Christopher Ehret's Ancient Africa: A Global History, to 300 CE is published by Princeton University Press and costs $19.95 (~R356) at Amazon.
Holmes and Moriarty by Gareth Rubin
Rubin (The Turnglass, The Winter Agent, Liberation Square) has received permission from the guards of Conan Doyle's intellectual property to write a new “official" Sherlock Holmes novel. His previous novels established him as a stylish, somewhat old-fashioned writer with a particularly modern imagination. That's why I can't wait to start reading.
Who would ever have thought that Sherlock Holmes and Prof.

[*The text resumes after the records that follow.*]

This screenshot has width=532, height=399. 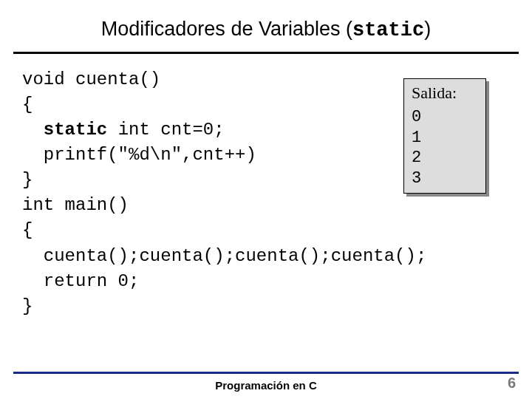 I want to click on code-keyword-static: static, so click(x=75, y=130).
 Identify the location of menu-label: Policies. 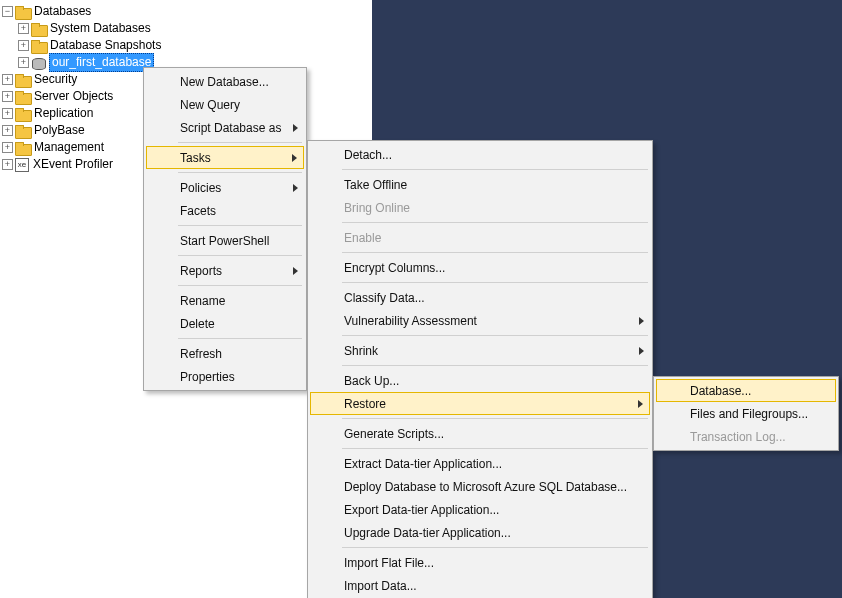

James Moriarty would collaborate in solving a mystery?
Gareth Rubin's Holmes and Moriarty is published by Simon & Schuster UK and costs R282.42 at Amazon SA.
The City and Its Uncertain Walls by Haruki Murakami
I'm always grateful that I don't have to write the advertising copy for Murakami's books. How do you capture something in words that refuses to become clear even with the reading of the story? This time, the advertising man delivers with “a parable for these strange times" to describe a quest that is at the same time a love story.
I'm only a chapter into the reading – but I have put it aside for now. The lazy week after Christmas is Murakami Days. Then The City and Its Uncertain Walls will go down well and wash through my mind, every enchanting page of it.
Haruki Murakami's The City and Its Uncertain Walls is published by Harvill Secker and costs R655 at Amazon SA.